Verses of Concealed Agonies
Poets, authors and playwrights have all along expressed different dimensions of feelings through their literary works. Tales that we come to know from litterateurs of various countries tell us about history, politics, love, despair, joy, remorse and so on. However, there are some particular poets and fictionists that principally focus on personal deprivations, grievances and sufferings in their verses and stories. A strain of subjectivity prevails through the words the concerned author or poet picks, but as the poem or fictional work goes on, it becomes the untold story of many other people. This propensity leads to a confessional approach to literature in both poetic and fictional forms. Confessional poets and their verses have been highly popular with general readers as well as scholars around the world for last several decades. It's called 'confessional' because the poets of this clan expose their concealed agonies and grudges through their poetry, like unfolding their extremely private stories to their readers, garnished with neatly chosen prosody and imagery. Some glaring names in the confessional school of poetry are Sylvia Plath, Kamala Das, Judith Wright, W. D. Snodgrass and Anne Sexton. So, it appears to be the fact that, most of the confessional poets are female ones. Women of different ages have resorted to literature to reveal their concealed pains like Virginia Woolf, a prominent English writer of 20th century did through one of her best-known books A Room of One's Own.
Andre Rudolph was born in 1975 in Warsaw, Poland and was brought up in Germany. He studied German philology in Martin Luther University of Halle and secured a PhD degree in 2005. His book Confessional Poetry was published in 2015. He has a special devotion for exploring modern poetic trends and has so far written several books on American and European verses in both English and German languages. As illustrated in this book and also known to most of the advanced readers, Sylvia Plath (1932-1963), an American literary figure, who has been named above and who is mainly known for her confessional poetry wrote in her poem titled 'Daddy':
But they pulled me out of the sack,
And they stuck me together with glue.
And then I knew what to do.
I made a model of you,
A man in black with a Mein Kampf look.
The lines quoted above speak of the image of Sylvia Plath's father. The reference to 'Mein Kampf ' reminds us of Hitler's autobiography and it symbolically hints at the authoritative and unfriendly personality her father had. This poem in fact tells us about a troubled relationship between a daughter and a father. Let's take a look at some more lines from the same poem:
Daddy, I have had to kill you.
You died before I had time——
Marble-heavy, a bag full of God,
Ghastly statue with one gray toe
Big as a Frisco seal.
The above lines refer to the outburst of the poet's fury over her father. She views her father's image as a 'ghastly statue', far different from the fair and adorable sketch of a father that a daughter would depict. Sylvia Plath, through her poem Daddy virtually made a confessional statement to her readers about her allegations about her dad. The metaphors and symbolism she applied are heavy with sadness, grief and anger. Sylvia Plath killed herself at the age of just 31. Her remorseful poems illustrate her embattled life. Her husband Ted Hughes was a famous American poet too.
Kamala Das (1934-2009), a leading Indian poet, wrote a good number of confessional poems too. Like Sylvia Plath, Kamala Das also exposed her deprivations and anguish in an explicit manner in her verses. This overt exposure of adverse feelings is known as expressionism in postmodern literature. A few lines are given below from a well-known poem by Kamala Das titled 'A Losing Battle':
How can my love hold him when the other
Flaunts a gaudy lust and is lioness
To his beast? Men are worthless, to trap them
Use the cheapest bait of all, but never
Love, which in a woman must mean tears
And a silence in the blood.
The lines quoted above reveal a woman's dolorous expression about loving a man. When a woman loves a man, she is in most cases destined to end up with tears and silent agonies. When one's selfless love for another is not returned the same way, it deeply hurts. That's the significance of the extracted lines in short.
Confessions are found in prose too. Paulo Coelho expressed his feelings about the ups and downs, breezy and bumpy days of his life in his autobiographic book Confessions of a Pilgrim. Leo Tolstoy's book Boyhood is a confessional work with a lot of recollections from the author's life as a child in Russian countryside. Some stories by Richard Grayson also contain a leaning towards confessions. J. M. Coetzee's novel Foe and Henry Miller's Tropic of Cancer are also regarded as confessional books by some analysts. Samuel Butler's novel The Way of All Flesh may be placed on this list too.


▸ Task item
Copy out exactly the lines spanning the line with "has width=920, height=524." to the line with "Image resolution: width=1139", inclusive, from the data underneath, with no pictures.

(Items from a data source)
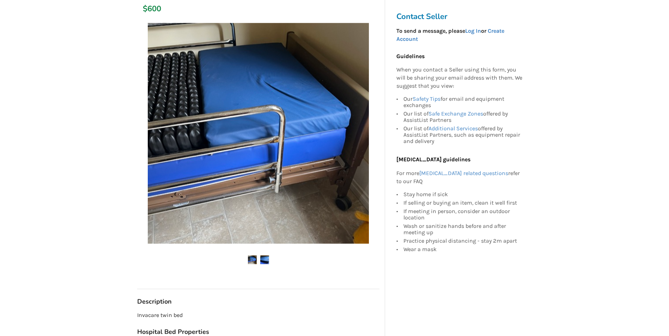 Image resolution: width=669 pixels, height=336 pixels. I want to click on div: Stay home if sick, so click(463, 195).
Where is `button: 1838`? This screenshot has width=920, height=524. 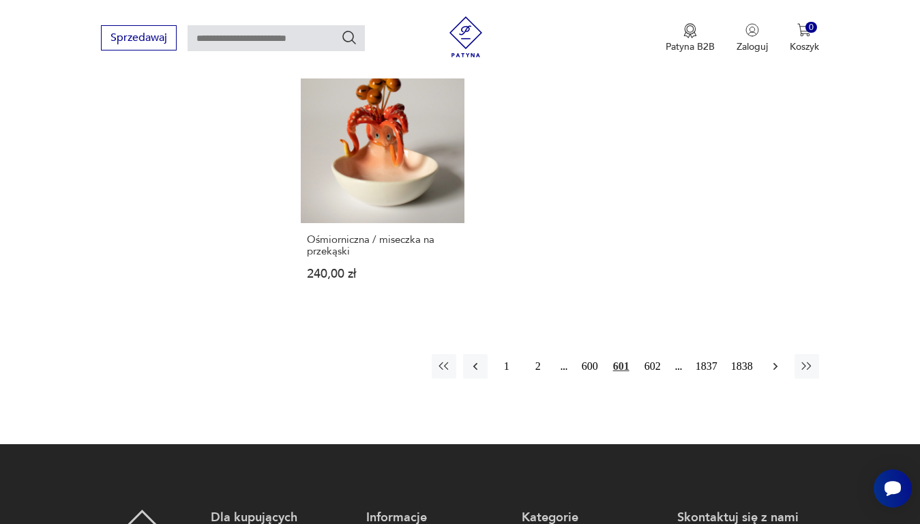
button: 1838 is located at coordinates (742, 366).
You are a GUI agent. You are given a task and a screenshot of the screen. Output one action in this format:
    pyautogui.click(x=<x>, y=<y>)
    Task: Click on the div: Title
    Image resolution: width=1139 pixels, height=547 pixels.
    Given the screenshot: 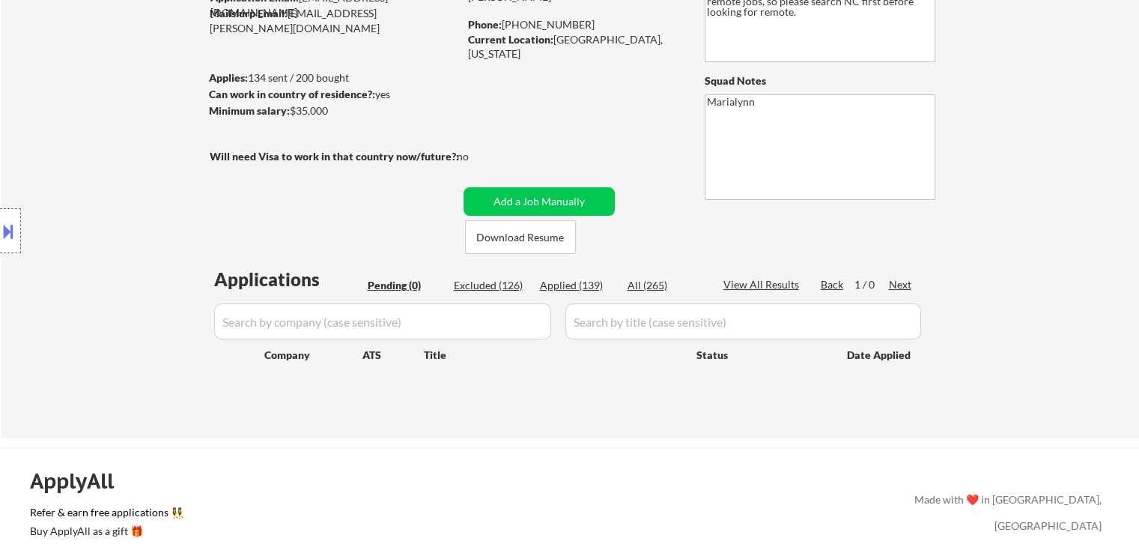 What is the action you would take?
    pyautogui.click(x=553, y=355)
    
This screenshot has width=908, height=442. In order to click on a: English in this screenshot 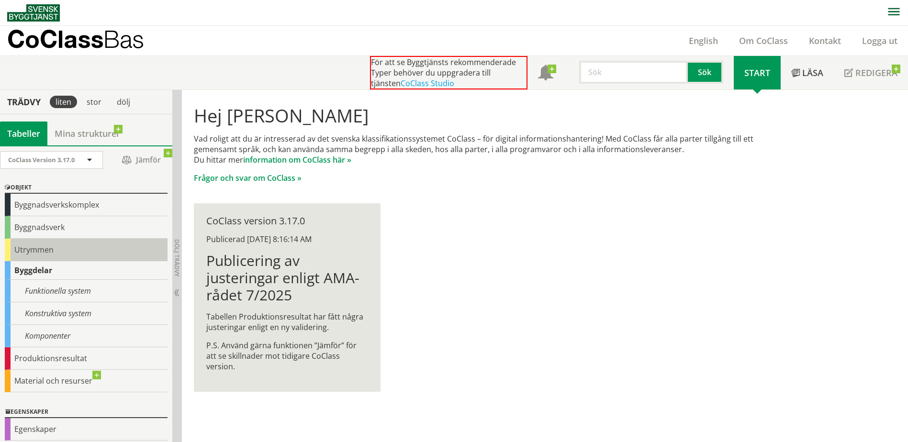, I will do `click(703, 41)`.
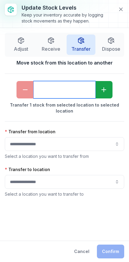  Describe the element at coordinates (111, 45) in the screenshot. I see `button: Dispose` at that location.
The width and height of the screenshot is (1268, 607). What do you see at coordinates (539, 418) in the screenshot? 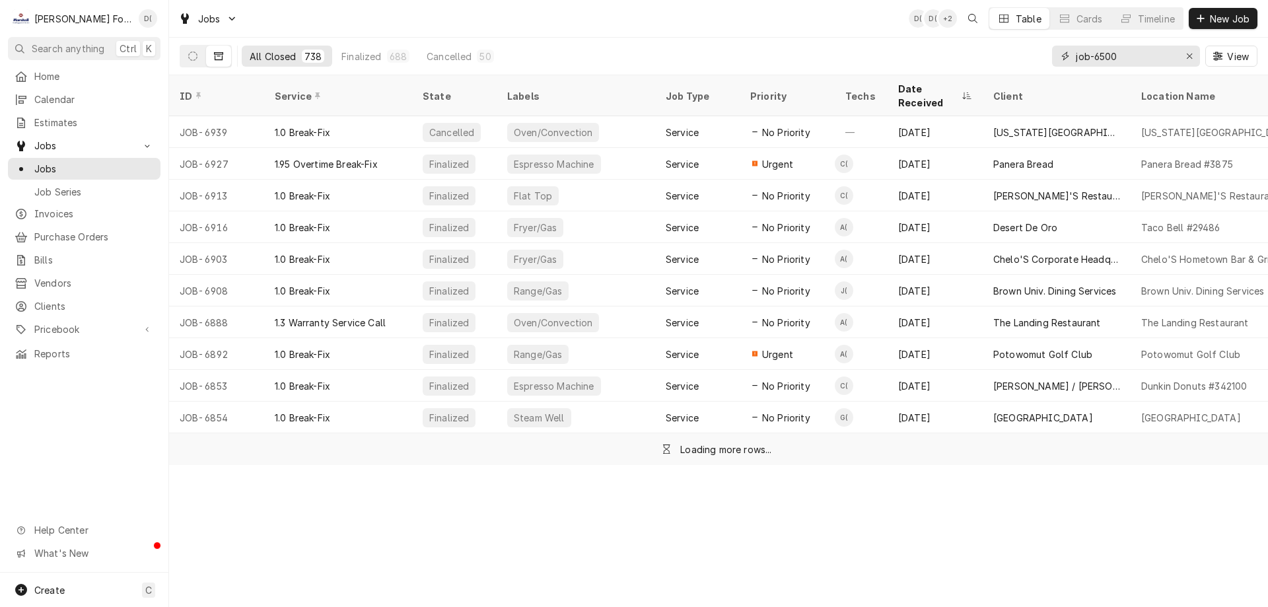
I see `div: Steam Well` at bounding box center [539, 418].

▸ Result
Where is `button: 1838`? This screenshot has width=920, height=524. 
button: 1838 is located at coordinates (742, 366).
You are a GUI agent. You are given a task and a screenshot of the screen. Output one action in this format:
    pyautogui.click(x=<x>, y=<y>)
    Task: Click on the div: Title
    Image resolution: width=1139 pixels, height=547 pixels.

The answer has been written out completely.